If we are to believe the authors of The Pretty Women of Paris, lesbianism, or ‘tribadism’ as they so quaintly put it, was common practice amongst Parisian prostitutes, although its extent may well have become exaggerated in their overheated imaginations. These lesbian encounters are described in the book with that curious mixture of moral disapproval and salivating prurience that still characterises attitudes to sex in much of the British popular press.
So we read of the ‘disgusting caresses’ common to French prostitutes and the ‘Sapphic ties, of which Parisian unfortunates are generally so fond’, and of Janvier, ‘an insatiable devotee of lesbian love’, who ‘pursues her prey in the corridors of the Opera like a man’, of Nina Melcy, mistress of a British Member of Parliament, who ‘adores her own sex, but only when there is an important debate in the House’, and of Juliette Grandville who is ‘often Sappho by day and Messalina by night, rushing eagerly to the arms of her masculine adorer with the glorious traces of some girlish victim’s excitement on her feverish ruby lips.’ To see lesbian acitivity was clearly exciting to many men in nineteenth-century Paris.
We are told of Thérèse Bréval that ‘a favourite after-supper diversion is the spectacle of Thérèse making love to one of her own sex.’ Still closer to Degas’ print is the description of the love-making of Laure Heymann with the black Countess Mimi Pegère: ‘It is a glorious sight to see the fair Laure locked in the serpentine embrace of the lecherous little Sappho, who is as black as coal, being a native of Haiti.’ In its listing of the licensed brothels of Paris, The Pretty Women of Paris describes the brothel at 12 Rue de Charbanais as ‘The finest bagnio in the world.
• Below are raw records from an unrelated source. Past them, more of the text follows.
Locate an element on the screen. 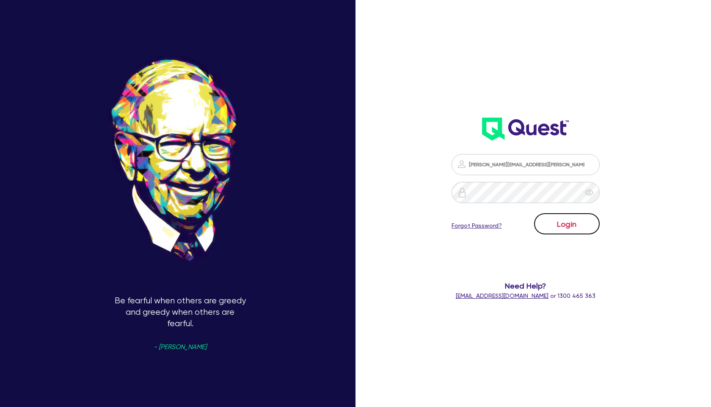  img: wH2k97JdezQIQAAAABJRU5ErkJggg== is located at coordinates (525, 129).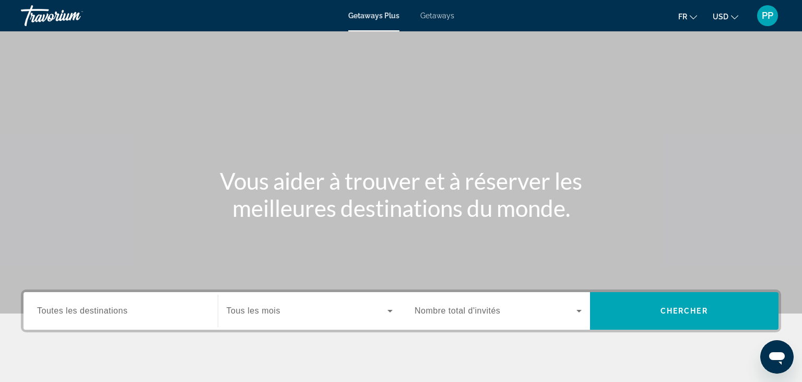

Each room is decorated in a different style, regardless of expense... A negress is kept on the establishment. This is a favourite resort of the upper ten, and many ladies, both in society and out of it, come here alone, or with their lovers, for lesbian diversions.’ The monotype prints of brothels are among the most private and personal of Degas’ works. It was rare for him to treat the theme of prostitution as directly and openly in his larger-scale and more public works.
An exception, though, was Women on a Café Terrace, Evening, which Degas showed at the Third Impressionist Exhibition in 1877. Like Madame’s Name-Day (p. 39) it is executed in pastel on top of a monotype print, but on a considerably larger scale. It shows gaudily-plumed and fashionably-dressed prostitutes going about their business of attracting passers-by on a busy gas-lit boulevard.